OnlyFans owner Leonid Radvinsky was such a secretive recluse that he was dead from cancer for days before the news ever became public Monday, a friend revealed to The NY Post.
“Insiders knew [Radvinsky] had been dealing with health issues for some time, and while his passing is tragic, he left behind a company that was fully prepared and resilient,” said Andy Bachman, CEO of Creators Inc., which works closely with adult content creators from the controversial site.
“His passing wasn’t sudden, so there was a lot of preparation.
“He passed a few days before the media found out, so there was no interruption to the business.”
Mr Radvinsky, who died following a long battle with cancer at age 43, made $7.4 billion (A$10.62b) by making porn mainstream and helping people to post their most private moments on the internet for money.
But he was so guarded about his own life that there is only one public photo of him.
“The irony with Leo is that he built one of the most talked-about platforms on the internet, but he lived a life that was incredibly quiet and very disciplined, and rooted in faith and family,” Mr Bachman said.
“He really stayed out of the spotlight.”
Sophie Rain and other top stars publicly paid tribute for the millions he helped them make — but they said they had never met or spoken to him.
Before his death, Mr Radvinsky sequestered himself in a $19 million (A$27m), 6,000-square-foot oceanfront condo at Turnberry Ocean Club, one of Miami’s most exclusive addresses.
The fortress-like property offers private elevators, 24/7 security and direct access to parking facilities so outside observers can’t see who comes and goes.
The Ukraine-born businessman is survived by his lawyer and philanthropist wife, Yekaterina “Katie” Chudnovsky, who heads special projects at the Rare Cancer Research Foundation, according to an online bio for her.
According to Mr Radvinsky’s personal website, he also made philanthropic donations to Memorial Sloan Kettering Cancer Center, the University of Chicago and EB Research Partnership, a global organisation dedicated to funding research to treat and cure the rare genetic disease epidermolysis bullosa. The group of skin disorders cause extremely fragile skin that can see severe blistering and wounds from minor friction.
Mr Radvinsky, who was raised outside Chicago, acquired OnlyFans’ parent company, Fenix International, in 2018 from British father-and-son duo Guy and Tim Stokely, who had founded the platform two years prior, according to the Financial Times.
At the time, OnlyFans was little more than a niche site for adult content subscriptions.
He transformed the porn industry by offering adult content creators a platform to reach their audience directly through subscriptions and keep 80 per cent of their revenues.
While working as the director and majority shareholder of the company, from 2021 through early 2025, Mr Radvinsky paid himself a whopping $1.8 billion (A$2.5b) in dividends, according to Forbes.
His shares in the company have reportedly been held in a trust.
He was previously trying to sell his stake in the company for $8 billion (A$11b), according to reports — though he had trouble finding a bank to broker the deal.
Fenix International was in talks last year over a potential acquisition by a group led by Forest Road, an LA-based investment bank and advisory firm, though the potential deals collapsed for unknown reasons.
Despite Mr Radvinsky’s apparent bashfulness about owning OnlyFans, it wasn’t his first foray into porn.
Among his early ventures were websites that claimed to offer hacked passwords to porn sites.
Later, he would register hundreds of domain names — many of them X-rated or referencing celebrities of the early 2000s.
In 2004, he launched MyFreeCams, one of the early players in the live camming business, a precursor to OnlyFans.
Under his ownership, OnlyFans became a global sensation — particularly during the COVID-19 pandemic, when it added 300,000 users a day. Rain thanked Radvinsky for changing her life by allowing her to make $95 million (A$134m) on OnlyFans.
“I don’t even know how to put this into words. That man built something that changed my entire life. Like, I grew up on food stamps, and now I can take care of my whole family because of a platform he created. I will never forget that,” she told The Post. “Before OnlyFans, I was waitressing and barely making rent. That platform gave me everything. And that doesn’t happen without someone building it in the first place,” said Ms Rain, 21.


» **The problem**
Below are some records. Count the lines with "desalination" in them and give nothing but the total.

---------- Data for processing ----------

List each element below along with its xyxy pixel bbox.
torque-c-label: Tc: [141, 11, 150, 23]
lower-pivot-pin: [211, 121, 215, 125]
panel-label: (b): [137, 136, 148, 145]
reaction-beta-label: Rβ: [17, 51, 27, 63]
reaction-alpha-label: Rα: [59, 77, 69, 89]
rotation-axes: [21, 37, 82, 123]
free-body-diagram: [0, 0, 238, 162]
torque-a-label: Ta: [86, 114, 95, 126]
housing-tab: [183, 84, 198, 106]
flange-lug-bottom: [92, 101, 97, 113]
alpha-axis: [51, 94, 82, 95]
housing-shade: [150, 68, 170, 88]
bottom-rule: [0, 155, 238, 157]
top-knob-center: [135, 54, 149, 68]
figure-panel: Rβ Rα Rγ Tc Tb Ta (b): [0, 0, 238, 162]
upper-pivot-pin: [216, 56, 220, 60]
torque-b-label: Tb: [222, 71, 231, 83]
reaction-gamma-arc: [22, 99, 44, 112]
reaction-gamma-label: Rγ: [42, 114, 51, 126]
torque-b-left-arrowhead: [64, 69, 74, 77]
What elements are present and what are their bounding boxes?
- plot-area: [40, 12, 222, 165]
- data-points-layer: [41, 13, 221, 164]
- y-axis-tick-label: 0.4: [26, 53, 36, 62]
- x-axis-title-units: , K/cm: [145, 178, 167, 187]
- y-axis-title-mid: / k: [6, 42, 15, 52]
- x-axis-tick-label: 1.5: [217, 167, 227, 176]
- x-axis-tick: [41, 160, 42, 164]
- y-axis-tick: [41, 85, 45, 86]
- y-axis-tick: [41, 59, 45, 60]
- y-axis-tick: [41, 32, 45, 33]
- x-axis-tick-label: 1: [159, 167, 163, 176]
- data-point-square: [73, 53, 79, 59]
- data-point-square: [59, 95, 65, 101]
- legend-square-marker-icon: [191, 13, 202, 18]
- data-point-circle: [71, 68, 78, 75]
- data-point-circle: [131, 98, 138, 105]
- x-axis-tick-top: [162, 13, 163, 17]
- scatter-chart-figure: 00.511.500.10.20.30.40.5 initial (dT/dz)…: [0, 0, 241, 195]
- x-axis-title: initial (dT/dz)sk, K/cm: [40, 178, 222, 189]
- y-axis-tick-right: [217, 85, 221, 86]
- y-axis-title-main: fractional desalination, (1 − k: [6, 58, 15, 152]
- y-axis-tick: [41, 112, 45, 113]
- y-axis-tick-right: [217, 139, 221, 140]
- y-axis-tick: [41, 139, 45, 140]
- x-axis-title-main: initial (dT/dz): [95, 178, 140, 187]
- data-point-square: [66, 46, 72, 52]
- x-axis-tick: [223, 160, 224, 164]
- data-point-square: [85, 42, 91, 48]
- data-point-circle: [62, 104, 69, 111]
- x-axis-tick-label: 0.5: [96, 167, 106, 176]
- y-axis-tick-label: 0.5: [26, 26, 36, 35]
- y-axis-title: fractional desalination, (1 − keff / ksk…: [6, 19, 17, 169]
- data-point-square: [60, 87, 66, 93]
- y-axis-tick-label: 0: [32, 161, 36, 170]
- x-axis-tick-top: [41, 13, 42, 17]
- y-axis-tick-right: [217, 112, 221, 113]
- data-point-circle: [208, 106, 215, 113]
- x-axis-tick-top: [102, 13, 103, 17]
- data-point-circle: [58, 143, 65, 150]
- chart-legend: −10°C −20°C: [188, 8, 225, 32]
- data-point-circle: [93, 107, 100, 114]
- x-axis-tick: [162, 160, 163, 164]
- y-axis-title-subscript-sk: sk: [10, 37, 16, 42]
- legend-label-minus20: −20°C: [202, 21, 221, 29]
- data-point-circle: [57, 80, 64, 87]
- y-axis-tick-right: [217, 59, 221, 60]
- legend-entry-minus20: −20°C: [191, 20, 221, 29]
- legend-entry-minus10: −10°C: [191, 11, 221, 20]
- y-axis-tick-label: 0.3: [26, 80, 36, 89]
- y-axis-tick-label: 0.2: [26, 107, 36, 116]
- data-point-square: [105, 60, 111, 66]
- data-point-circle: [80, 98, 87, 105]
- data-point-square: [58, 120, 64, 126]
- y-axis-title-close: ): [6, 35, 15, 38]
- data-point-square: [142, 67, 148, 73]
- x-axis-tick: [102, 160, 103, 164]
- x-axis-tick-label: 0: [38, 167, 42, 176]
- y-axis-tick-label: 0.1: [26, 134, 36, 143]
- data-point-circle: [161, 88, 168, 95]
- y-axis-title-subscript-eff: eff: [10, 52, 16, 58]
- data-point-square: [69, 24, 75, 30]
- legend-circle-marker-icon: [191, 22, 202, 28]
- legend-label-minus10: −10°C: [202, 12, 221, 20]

----------

» **Reply to the task**
2